ROICE 2026

The Romanian Scientific Research Expedition to Antarctica – ROICE 2026 marks the continuation of INCDSB’s research tradition on the most isolated continent on the planet.

The ROICE 2026 expedition, carried out between January 24 and February 14, 2026, at the King Sejong Antarctic Station of the Korea Polar Research Institute (KOPRI), located on King George Island in West Antarctica, is the fifth expedition of Romanian researchers to Antarctica, organized by the National Institute for Research and Development in Biological Sciences (INCDSB), this year in partnership with the University of Bucharest.
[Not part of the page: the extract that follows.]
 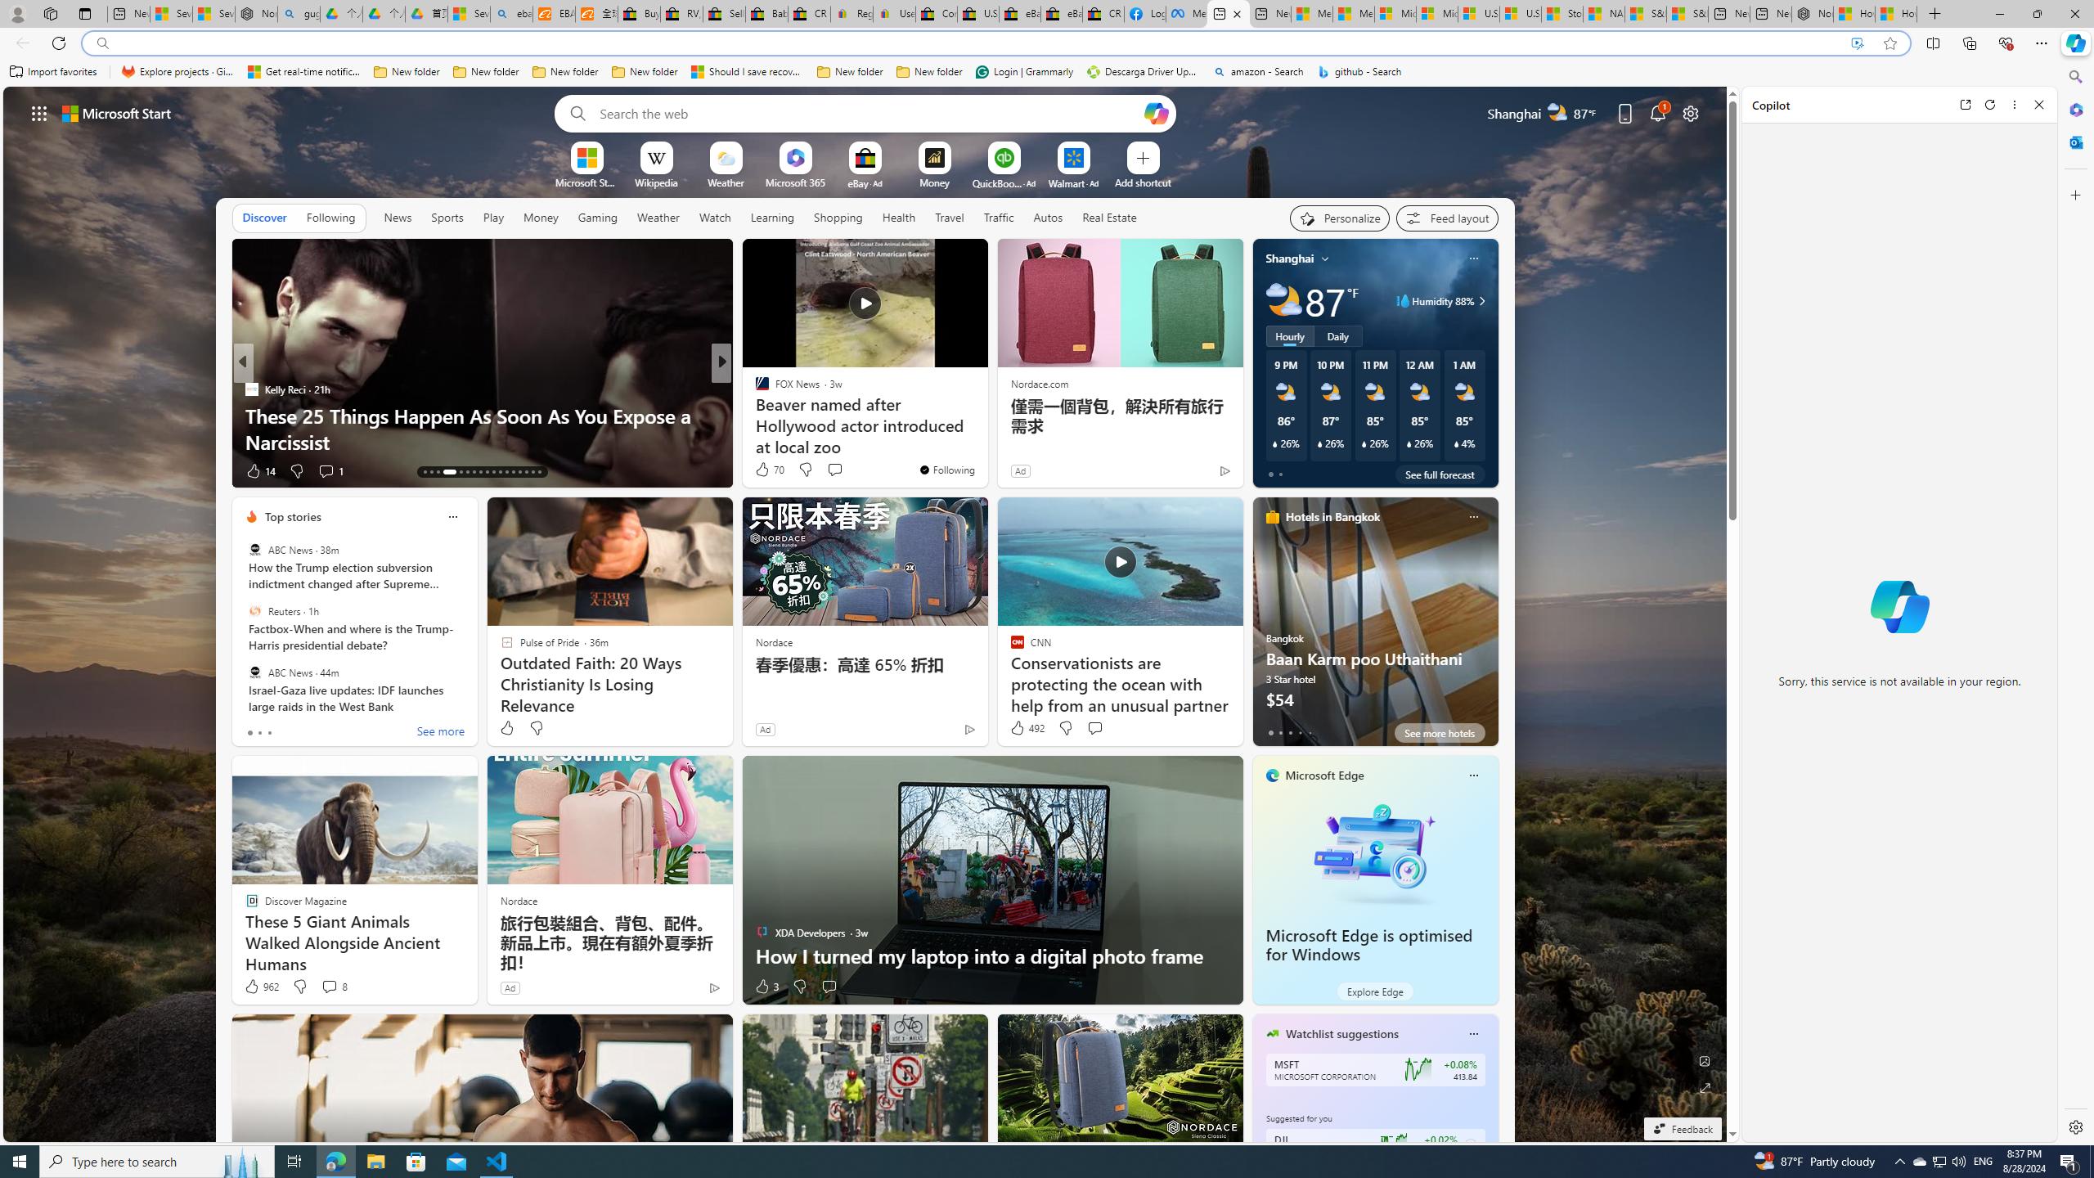 I want to click on Personalize your feed", so click(x=1340, y=218).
The expedition brings together complementary expertise and a shared vision of a reality that can no longer be ignored: macrosystemic changes affecting climate, biodiversity, and health have direct consequences for Romania as well. In this context, Antarctica is emerging as a reference natural laboratory, where interdisciplinary research can generate data and conclusions with global impact, as well as concrete applicability for society.
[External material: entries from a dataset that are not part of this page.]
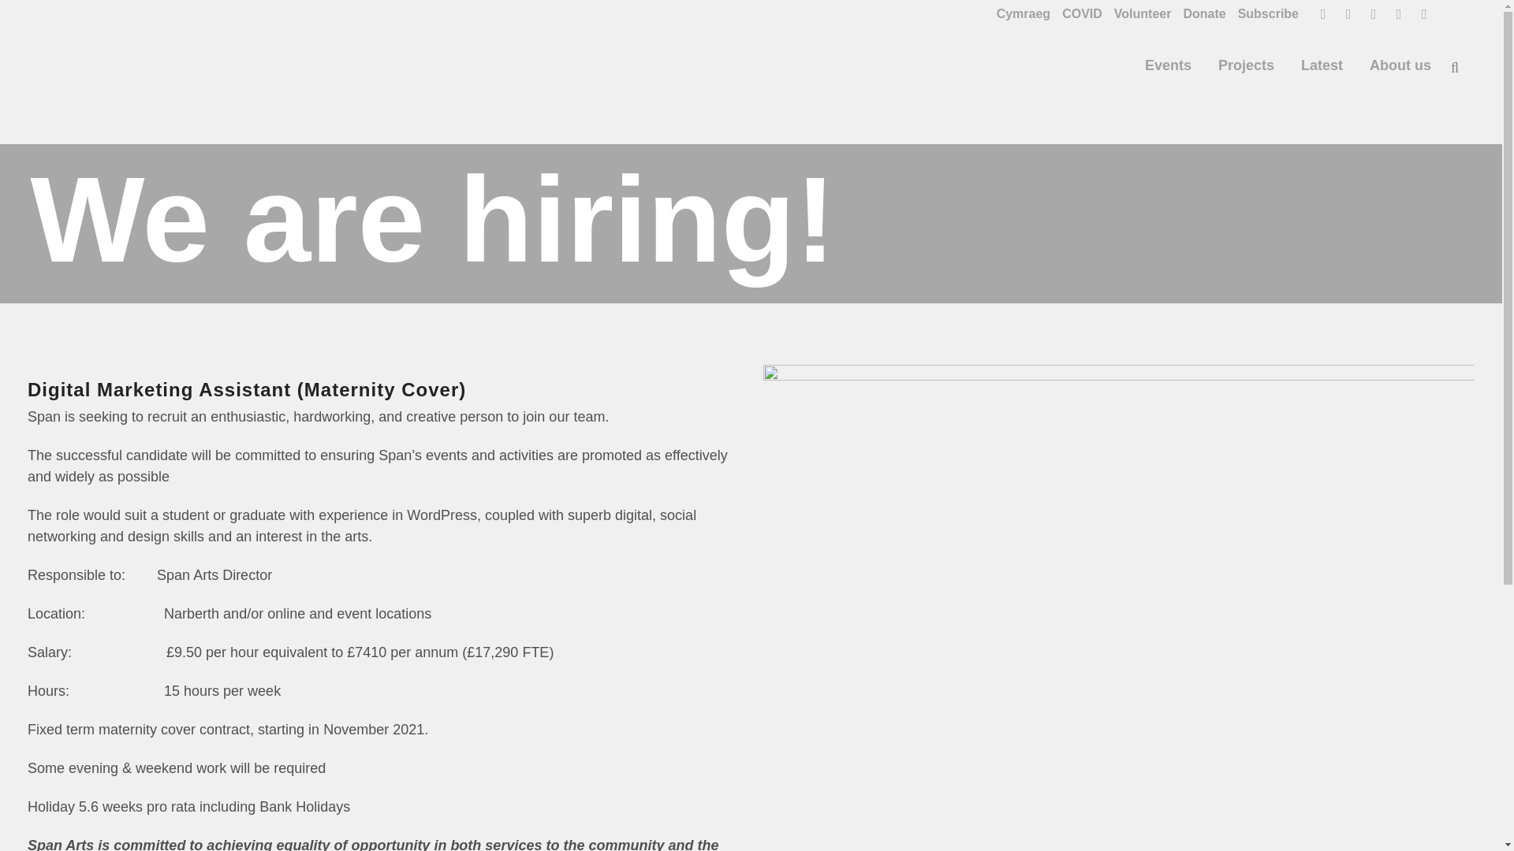 The width and height of the screenshot is (1514, 851). What do you see at coordinates (1075, 13) in the screenshot?
I see `COVID` at bounding box center [1075, 13].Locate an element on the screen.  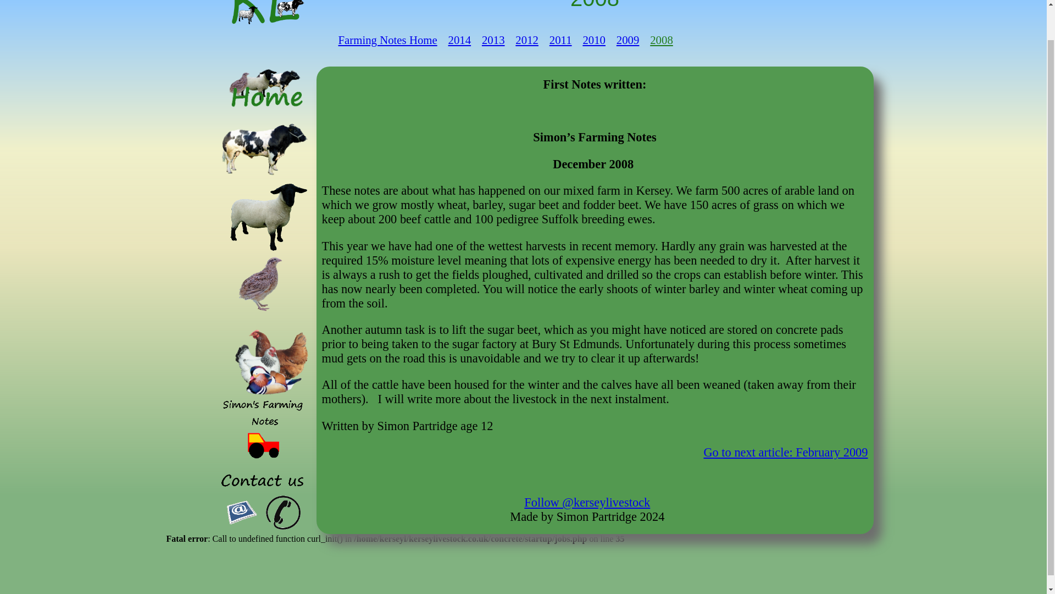
Farming Notes Home is located at coordinates (388, 40).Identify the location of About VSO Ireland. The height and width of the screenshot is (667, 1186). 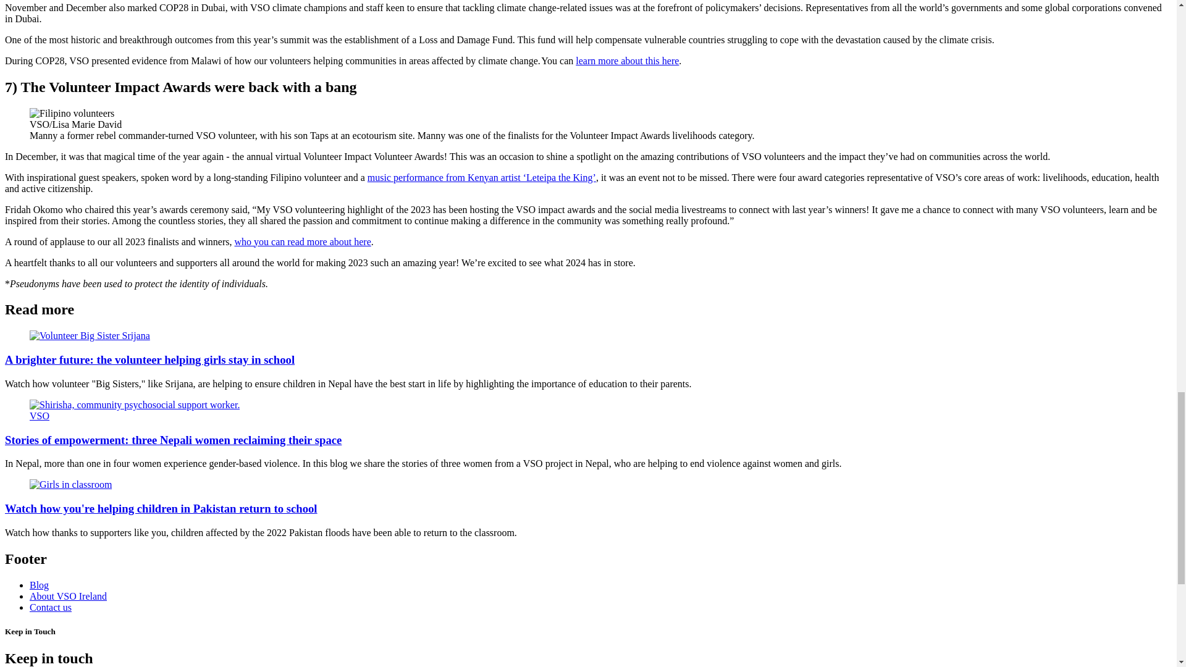
(68, 595).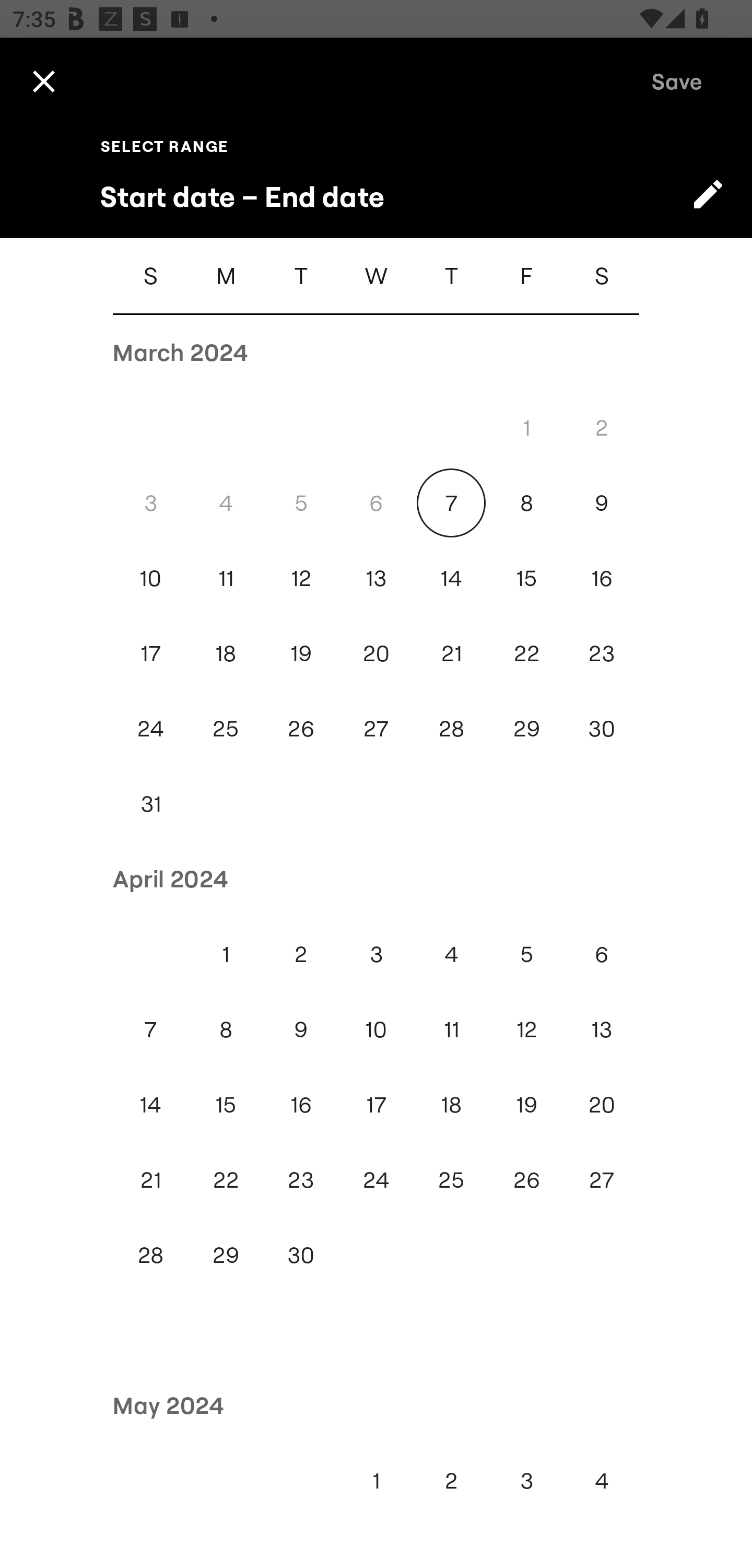 This screenshot has width=752, height=1546. Describe the element at coordinates (376, 653) in the screenshot. I see `20 Wed, Mar 20` at that location.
We invite you to discover the objectives of this expedition directly from some of the team members who prepared it, including the four researchers who set off for Antarctica: Iris Tușa, Ovidiu Vrâncianu, Roxana Cristian Vrancianu, and Georgiana Grigore.

Within the scientific program, the team is pursuing three major, mutually complementary directions:

  • The influence of climate change on biodiversity – investigating how fragile ecosystems respond to rapid changes in temperature and habitat, as an early indicator of climate transformations.
  • Permafrost: from new infectious agents to active pharmaceutical biomolecules – exploring permafrost as an area with a dual stake: on the one hand, emerging biological risks; on the other hand, opportunities to identify biomolecules with pharmacological potential.
  • Adaptation of the human body to thermal stress – analysis of physiological responses under extreme conditions, with applications in environmental medicine, prevention, and occupational health.

Through this approach, the expedition delivers a clear message: the major challenges of the present cannot be fully understood from a single perspective. Only through collaboration across disciplines, methodologies, and teams can consistent, transferable, and relevant results be achieved.

The relevance of this endeavor: the data and observations collected in Antarctica can support the shaping of strategic directions in climatology, biosecurity, and public health, as well as the exploration of biomedical solutions inspired by the mechanisms through which life adapts to extreme conditions.

The ROICE 2026 expedition is supported by the National Institute for Research and Development in Biological Sciences (INCDSB) and the University of Bucharest, with the support of the sponsors: BT Production Group, BlueSpace Technology and the Romanian Society of Bioengineering and Biotechnology.